Maryse Larivière
Where Wild Flowers Grow
exhibition
11.04–09.05.2015



OPENING RECEPTION
18.04.15, 12–5pm

LOCATION
1468 King Street West
Toronto (in the backyard)



Kunstverein Toronto presents Where Wild Flowers Grow, a new exhibition and publication by artist Maryse Larivière. The book compiles for the first time a selection of Larivière’s stories, poems and dialogues; these texts extend into the exhibition, translated as sculpture, collage, sound and performance. Three of these dialogues and monologues have been recorded on the occasion of the exhibition—Be Your Tears Wet?, read by Vera Frenkel and Liz Peterson, The Sun by Deragh Campbell, and Character Paintings by Dexter Storey. These recordings are played from sculptures placed within a cottage at King and Jameson, alongside other new works.

As an artist and author Larivière channels voices, finding moments of surprising honesty and strangeness between unlikely people, materials and histories. She revises past and future conversations with the world and the art world, pushing the emotional centre of each encounter. Her new work in Where Wild Flowers Grow speaks to being in relation, to the agency of artists, to poets and women, and to the capacities of language where it meets power, vulnerability and passion. As always, passion comes before reason.

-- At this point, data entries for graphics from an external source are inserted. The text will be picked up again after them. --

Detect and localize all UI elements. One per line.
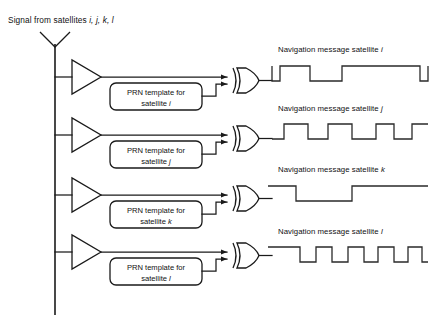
waveform-k [268,186,428,201]
waveform-label-l: Navigation message satellite l [278,227,383,236]
waveform-label-sat-l: l [381,227,383,236]
waveform-label-prefix-j: Navigation message satellite [278,104,381,113]
prn-label-line2-prefix-k: satellite [140,217,168,226]
prn-label-line2-sat-j: j [169,157,171,166]
antenna-assembly [40,32,70,315]
waveform-i [272,66,428,81]
amplifier-triangle-j [72,118,101,152]
header-prefix: Signal from satellites [8,15,89,25]
prn-label-line2-sat-i: i [169,99,171,108]
header-signal-label: Signal from satellites i, j, k, l [8,15,114,25]
waveform-label-sat-k: k [381,165,385,174]
amplifier-triangle-l [72,235,101,269]
prn-label-line1-j: PRN template for [127,146,185,155]
waveform-label-j: Navigation message satellite j [278,104,383,113]
xor-gate-l [233,243,259,268]
waveform-label-sat-i: i [381,45,383,54]
amplifier-triangle-k [72,178,101,212]
prn-label-line1-i: PRN template for [127,88,185,97]
prn-label-line2-prefix-i: satellite [141,99,169,108]
prn-label-line1-k: PRN template for [127,206,185,215]
xor-gate-i [233,68,259,93]
channel-l-prn-output-wire [202,259,227,271]
prn-label-line2-prefix-j: satellite [141,157,169,166]
prn-label-line1-l: PRN template for [127,263,185,272]
waveform-l [268,247,428,262]
prn-label-line2-prefix-l: satellite [141,274,169,283]
xor-gate-j [233,126,259,151]
gnss-correlator-diagram: Signal from satellites i, j, k, l PRN te… [0,0,432,328]
prn-label-line2-sat-k: k [168,217,172,226]
channel-j-prn-output-wire [202,142,227,154]
prn-template-label-j: PRN template forsatellite j [110,146,202,167]
amplifier-triangle-i [72,60,101,94]
prn-template-label-l: PRN template forsatellite l [110,263,202,284]
waveform-label-prefix-l: Navigation message satellite [278,227,381,236]
prn-template-label-k: PRN template forsatellite k [110,206,202,227]
xor-gate-k [233,186,259,211]
waveform-label-i: Navigation message satellite i [278,45,383,54]
prn-template-label-i: PRN template forsatellite i [110,88,202,109]
waveform-label-k: Navigation message satellite k [278,165,385,174]
header-satellite-list: i, j, k, l [89,15,114,25]
prn-label-line2-sat-l: l [169,274,171,283]
waveform-j [272,124,428,139]
channel-i-prn-output-wire [202,84,227,96]
waveform-label-sat-j: j [381,104,383,113]
waveform-label-prefix-k: Navigation message satellite [278,165,381,174]
waveform-label-prefix-i: Navigation message satellite [278,45,381,54]
channel-k-prn-output-wire [202,202,227,214]
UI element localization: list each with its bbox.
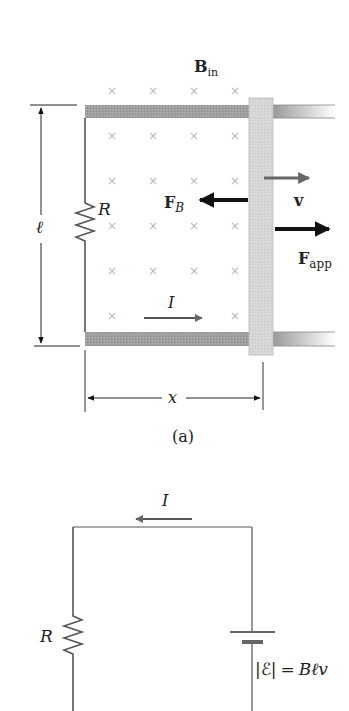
resistor-icon [76,118,94,332]
circuit-resistor-label: R [39,626,53,646]
resistor-label: R [97,199,111,219]
svg-text:×: × [148,264,158,278]
applied-force-label: Fapp [298,249,332,271]
bottom-rail [85,332,250,346]
velocity-label: v [293,191,304,210]
svg-text:×: × [148,219,158,233]
svg-text:×: × [189,84,199,98]
svg-text:×: × [107,264,117,278]
current-label: I [167,293,175,312]
diagram-canvas: Bin × × × × × × × × × × × × × × × × × × … [0,0,349,711]
svg-text:×: × [189,219,199,233]
distance-label: x [168,388,177,407]
svg-text:×: × [189,264,199,278]
length-label: ℓ [36,217,43,237]
svg-text:×: × [148,84,158,98]
circuit-resistor-icon [64,527,82,711]
svg-text:×: × [107,174,117,188]
caption-a: (a) [172,427,194,446]
svg-text:×: × [230,174,240,188]
svg-text:×: × [107,84,117,98]
top-rail-extension [273,105,335,118]
magnetic-force-label: FB [164,193,184,215]
figure-a: Bin × × × × × × × × × × × × × × × × × × … [30,57,335,446]
bottom-rail-extension [273,332,335,346]
svg-text:×: × [107,219,117,233]
svg-text:×: × [107,129,117,143]
svg-text:×: × [230,84,240,98]
circuit-current-label: I [161,491,169,510]
emf-equation: |ℰ|=Bℓv [255,659,328,679]
svg-text:×: × [230,219,240,233]
svg-text:×: × [189,174,199,188]
svg-text:×: × [230,309,240,323]
svg-text:×: × [189,129,199,143]
svg-text:×: × [148,129,158,143]
figure-b: I R |ℰ|=Bℓv [39,491,328,711]
svg-text:×: × [230,264,240,278]
svg-text:×: × [107,309,117,323]
top-rail [85,105,250,118]
svg-text:×: × [230,129,240,143]
sliding-bar [249,98,273,355]
svg-text:×: × [148,174,158,188]
field-label: Bin [194,57,218,79]
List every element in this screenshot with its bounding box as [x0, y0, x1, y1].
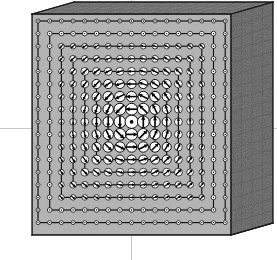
- node-marker: [211, 82, 216, 87]
- node-marker: [150, 155, 159, 164]
- node-marker: [36, 82, 40, 86]
- node-marker: [174, 80, 182, 88]
- node-marker: [59, 81, 65, 87]
- node-marker: [174, 105, 182, 113]
- node-marker: [187, 156, 194, 163]
- node-marker: [162, 92, 171, 101]
- node-marker: [36, 221, 40, 225]
- node-marker: [153, 221, 157, 225]
- node-marker: [115, 91, 125, 101]
- node-marker: [163, 55, 170, 62]
- node-marker: [163, 181, 170, 188]
- node-marker: [140, 195, 146, 201]
- node-marker: [59, 43, 65, 49]
- node-marker: [223, 44, 227, 48]
- node-marker: [176, 195, 182, 201]
- node-marker: [47, 195, 52, 200]
- node-marker: [176, 43, 182, 49]
- node-marker: [47, 82, 52, 87]
- node-marker: [115, 155, 124, 164]
- node-marker: [223, 221, 227, 225]
- node-marker: [174, 168, 182, 176]
- node-marker: [47, 31, 52, 36]
- node-marker: [223, 195, 227, 199]
- node-marker: [223, 132, 227, 136]
- node-marker: [47, 119, 52, 124]
- node-marker: [176, 221, 180, 225]
- node-marker: [106, 31, 111, 36]
- node-marker: [199, 182, 205, 188]
- node-marker: [188, 221, 192, 225]
- node-marker: [140, 55, 147, 62]
- node-marker: [59, 157, 65, 163]
- node-marker: [199, 43, 205, 49]
- node-marker: [36, 95, 40, 99]
- node-marker: [106, 19, 110, 23]
- node-marker: [70, 81, 77, 88]
- node-marker: [138, 142, 148, 152]
- node-marker: [47, 208, 52, 213]
- node-marker: [59, 169, 65, 175]
- node-marker: [211, 132, 216, 137]
- node-marker: [81, 156, 89, 164]
- node-marker: [104, 155, 113, 164]
- node-marker: [59, 56, 65, 62]
- node-marker: [153, 31, 158, 36]
- node-marker: [81, 67, 89, 75]
- node-marker: [103, 142, 113, 152]
- node-marker: [92, 92, 101, 101]
- node-marker: [150, 142, 160, 152]
- node-marker: [94, 43, 100, 49]
- node-marker: [36, 158, 40, 162]
- node-marker: [162, 130, 171, 139]
- node-marker: [127, 155, 136, 164]
- node-marker: [83, 19, 87, 23]
- node-marker: [116, 168, 124, 176]
- node-marker: [150, 129, 160, 139]
- node-marker: [118, 19, 122, 23]
- node-marker: [48, 221, 52, 225]
- node-marker: [187, 169, 194, 176]
- node-marker: [92, 105, 101, 114]
- node-marker: [199, 157, 205, 163]
- node-marker: [36, 32, 40, 36]
- node-marker: [59, 195, 65, 201]
- node-marker: [36, 145, 40, 149]
- node-marker: [139, 79, 148, 88]
- node-marker: [223, 208, 227, 212]
- node-marker: [93, 55, 100, 62]
- node-marker: [93, 181, 100, 188]
- node-marker: [138, 91, 148, 101]
- node-marker: [211, 170, 216, 175]
- node-marker: [163, 168, 171, 176]
- node-marker: [223, 107, 227, 111]
- node-marker: [36, 208, 40, 212]
- node-marker: [223, 120, 227, 124]
- node-marker: [174, 118, 182, 126]
- node-marker: [36, 19, 40, 23]
- node-marker: [150, 104, 160, 114]
- node-marker: [70, 131, 77, 138]
- node-marker: [174, 130, 182, 138]
- node-marker: [128, 168, 136, 176]
- node-marker: [47, 94, 52, 99]
- node-marker: [104, 79, 113, 88]
- node-marker: [126, 91, 136, 101]
- node-marker: [187, 43, 193, 49]
- node-marker: [94, 31, 99, 36]
- node-marker: [211, 145, 216, 150]
- node-marker: [105, 55, 112, 62]
- node-marker: [199, 106, 205, 112]
- node-marker: [153, 208, 158, 213]
- node-marker: [211, 56, 216, 61]
- node-marker: [47, 107, 52, 112]
- node-marker: [176, 19, 180, 23]
- node-marker: [105, 181, 112, 188]
- node-marker: [59, 94, 65, 100]
- node-marker: [199, 69, 205, 75]
- node-marker: [187, 93, 194, 100]
- node-marker: [223, 158, 227, 162]
- node-marker: [223, 57, 227, 61]
- node-marker: [103, 117, 113, 127]
- node-marker: [83, 221, 87, 225]
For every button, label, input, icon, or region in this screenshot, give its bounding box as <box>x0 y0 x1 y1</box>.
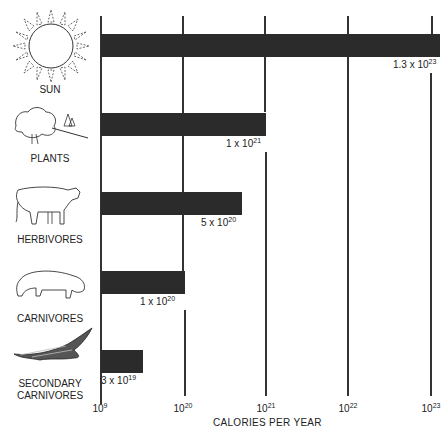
x-tick-1e21: 1021 <box>257 402 276 414</box>
value-label-plants: 1 x 1021 <box>226 137 261 149</box>
category-label-carnivores: CARNIVORES <box>0 313 100 325</box>
secondary-carnivore-eagle-icon <box>12 326 96 366</box>
value-label-carnivores: 1 x 1020 <box>140 295 175 307</box>
bar-secondary-carnivores <box>101 350 143 373</box>
value-label-sun: 1.3 x 1023 <box>393 58 436 70</box>
gridline-1e23-lower <box>430 73 432 396</box>
gridline-1e21 <box>264 16 266 112</box>
category-label-secondary-carnivores: SECONDARY CARNIVORES <box>0 378 100 402</box>
category-label-sun: SUN <box>0 84 100 96</box>
gridline-1e20-lower <box>184 310 186 396</box>
bar-plants <box>101 113 266 136</box>
bar-herbivores <box>101 192 242 215</box>
value-label-herbivores: 5 x 1020 <box>201 216 236 228</box>
x-tick-1e23: 1023 <box>422 402 441 414</box>
x-axis-label: CALORIES PER YEAR <box>213 417 322 428</box>
category-label-herbivores: HERBIVORES <box>0 234 100 246</box>
herbivore-cow-icon <box>12 182 86 228</box>
sun-icon <box>10 10 92 82</box>
gridline-1e23 <box>431 16 433 34</box>
category-label-plants: PLANTS <box>0 153 100 165</box>
gridline-1e22 <box>347 16 349 396</box>
x-tick-1e22: 1022 <box>339 402 358 414</box>
bar-sun <box>101 34 440 57</box>
category-label-secondary-line2: CARNIVORES <box>0 390 100 402</box>
value-label-secondary-carnivores: 3 x 1019 <box>101 374 136 386</box>
x-tick-1e20: 1020 <box>174 402 193 414</box>
category-label-secondary-line1: SECONDARY <box>0 378 100 390</box>
bar-carnivores <box>101 271 185 294</box>
plant-icon <box>12 104 92 144</box>
carnivore-icon <box>12 266 88 302</box>
x-tick-1e19: 109 <box>92 402 107 414</box>
gridline-1e21-lower <box>265 152 267 396</box>
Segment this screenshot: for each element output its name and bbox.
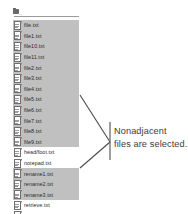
file-list-item[interactable]: notepad.txt	[13, 158, 79, 169]
file-list-item[interactable]: file4.txt	[13, 84, 79, 95]
file-name-label: retrieve.txt	[24, 202, 50, 208]
file-list-item[interactable]: file3.txt	[13, 73, 79, 84]
callout-annotation: Nonadjacent files are selected.	[114, 125, 188, 150]
file-list-item[interactable]: rename2.txt	[13, 179, 79, 190]
file-list-item[interactable]: rename3.txt	[13, 190, 79, 201]
file-list-item[interactable]: search.txt	[13, 211, 79, 214]
text-document-icon	[14, 21, 22, 30]
file-list-item[interactable]: file9.txt	[13, 137, 79, 148]
parent-directory-entry[interactable]: ..	[13, 6, 79, 17]
file-name-label: file7.txt	[24, 118, 42, 124]
file-name-label: file1.txt	[24, 33, 42, 39]
file-list-item[interactable]: head/foot.txt	[13, 147, 79, 158]
text-document-icon	[14, 31, 22, 40]
file-list[interactable]: .. file.txtfile1.txtfile10.txtfile11.txt…	[13, 6, 79, 214]
file-list-item[interactable]: file6.txt	[13, 105, 79, 116]
file-list-item[interactable]: file5.txt	[13, 94, 79, 105]
callout-line-2: files are selected.	[114, 138, 188, 151]
text-document-icon	[14, 74, 22, 83]
text-document-icon	[14, 84, 22, 93]
leader-line-lower	[80, 142, 110, 168]
file-rows: file.txtfile1.txtfile10.txtfile11.txtfil…	[13, 20, 79, 214]
file-name-label: file2.txt	[24, 65, 42, 71]
screenshot-root: .. file.txtfile1.txtfile10.txtfile11.txt…	[0, 0, 188, 214]
text-document-icon	[14, 159, 22, 168]
text-document-icon	[14, 63, 22, 72]
file-name-label: search.txt	[24, 213, 48, 214]
file-name-label: file8.txt	[24, 128, 42, 134]
text-document-icon	[14, 148, 22, 157]
text-document-icon	[14, 127, 22, 136]
text-document-icon	[14, 137, 22, 146]
text-document-icon	[14, 53, 22, 62]
text-document-icon	[14, 169, 22, 178]
file-list-item[interactable]: file11.txt	[13, 52, 79, 63]
file-name-label: file10.txt	[24, 43, 45, 49]
folder-up-icon: ..	[13, 8, 22, 16]
text-document-icon	[14, 211, 22, 214]
file-name-label: file3.txt	[24, 75, 42, 81]
file-name-label: file5.txt	[24, 96, 42, 102]
file-list-item[interactable]: rename1.txt	[13, 168, 79, 179]
file-list-item[interactable]: file7.txt	[13, 115, 79, 126]
file-list-item[interactable]: file2.txt	[13, 62, 79, 73]
file-name-label: file4.txt	[24, 86, 42, 92]
file-name-label: rename2.txt	[24, 181, 53, 187]
file-list-item[interactable]: file.txt	[13, 20, 79, 31]
file-name-label: file9.txt	[24, 139, 42, 145]
file-name-label: file11.txt	[24, 54, 44, 60]
text-document-icon	[14, 106, 22, 115]
file-list-item[interactable]: file10.txt	[13, 41, 79, 52]
file-name-label: rename3.txt	[24, 192, 53, 198]
text-document-icon	[14, 95, 22, 104]
text-document-icon	[14, 42, 22, 51]
leader-line-upper	[80, 95, 110, 142]
callout-line-1: Nonadjacent	[114, 125, 188, 138]
text-document-icon	[14, 190, 22, 199]
list-divider	[14, 16, 79, 17]
file-list-item[interactable]: file1.txt	[13, 31, 79, 42]
file-name-label: head/foot.txt	[24, 149, 54, 155]
file-name-label: rename1.txt	[24, 171, 53, 177]
file-name-label: notepad.txt	[24, 160, 51, 166]
text-document-icon	[14, 201, 22, 210]
file-name-label: file.txt	[24, 22, 38, 28]
file-name-label: file6.txt	[24, 107, 42, 113]
text-document-icon	[14, 180, 22, 189]
text-document-icon	[14, 116, 22, 125]
file-list-item[interactable]: file8.txt	[13, 126, 79, 137]
file-list-item[interactable]: retrieve.txt	[13, 200, 79, 211]
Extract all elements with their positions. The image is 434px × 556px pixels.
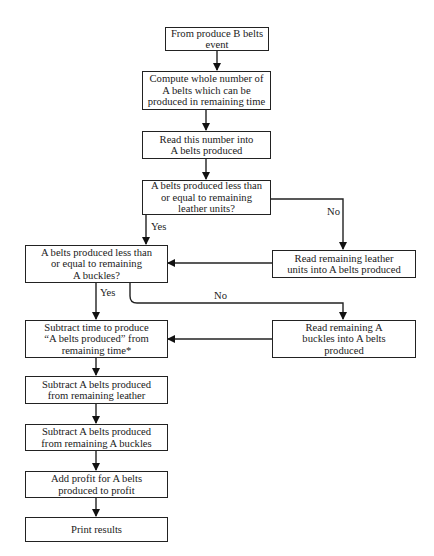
node-subtract-leather-label: Subtract A belts produced from remaining…	[42, 379, 151, 402]
node-print: Print results	[25, 517, 168, 542]
node-compute-label: Compute whole number of A belts which ca…	[148, 73, 265, 108]
edge-label-buckles-yes: Yes	[100, 287, 115, 298]
edge-label-leather-yes: Yes	[151, 221, 166, 232]
edge-label-buckles-no: No	[214, 290, 227, 301]
node-read-number: Read this number into A belts produced	[142, 131, 271, 159]
node-subtract-time-label: Subtract time to produce “A belts produc…	[44, 322, 148, 357]
node-read-leather: Read remaining leather units into A belt…	[272, 250, 416, 278]
node-check-buckles: A belts produced less than or equal to r…	[25, 245, 168, 283]
node-read-buckles-label: Read remaining A buckles into A belts pr…	[302, 322, 385, 357]
node-compute: Compute whole number of A belts which ca…	[142, 71, 271, 110]
node-subtract-time: Subtract time to produce “A belts produc…	[25, 320, 168, 358]
node-subtract-leather: Subtract A belts produced from remaining…	[25, 376, 168, 404]
node-read-number-label: Read this number into A belts produced	[160, 134, 254, 157]
node-read-leather-label: Read remaining leather units into A belt…	[287, 253, 401, 276]
node-check-leather: A belts produced less than or equal to r…	[142, 180, 271, 215]
node-start-label: From produce B belts event	[170, 28, 264, 51]
node-start: From produce B belts event	[165, 27, 269, 51]
node-subtract-buckles-label: Subtract A belts produced from remaining…	[41, 426, 151, 449]
node-check-buckles-label: A belts produced less than or equal to r…	[41, 247, 152, 282]
node-add-profit: Add profit for A belts produced to profi…	[25, 471, 168, 498]
node-check-leather-label: A belts produced less than or equal to r…	[151, 180, 262, 215]
node-add-profit-label: Add profit for A belts produced to profi…	[51, 473, 142, 496]
node-read-buckles: Read remaining A buckles into A belts pr…	[272, 320, 416, 358]
edge-label-leather-no: No	[327, 206, 340, 217]
node-subtract-buckles: Subtract A belts produced from remaining…	[25, 424, 168, 451]
node-print-label: Print results	[71, 524, 122, 536]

Maryse Larivière’s practice crosses art, literature, politics and theory; it takes the form of text, performance, sculpture, collage and video. Her work has been presented at Susan Hobbs, Toronto; Galerie Maguire, Montreal; Battat Contemporary, Montreal; CCA, Glasgow; and Parker Branch, London. Originally from Montreal, Larivière received her MFA from Guelph University. She is currently a PhD candidate in Art & Visual Culture at the University of Western Ontario, specializing in art writing and artist’s novels.

This exhibition is possible thanks to Kei Ng, Susan Storey, Dexter Storey, Deragh Campbell, Vera Frenkel, Liz Peterson, Mitchell Akiyama, Neil Klassen, Danielle St-Amour, Lotte Schröder and Laura Pappa, the Ontario Arts Council, and the support of all Kunstverein members.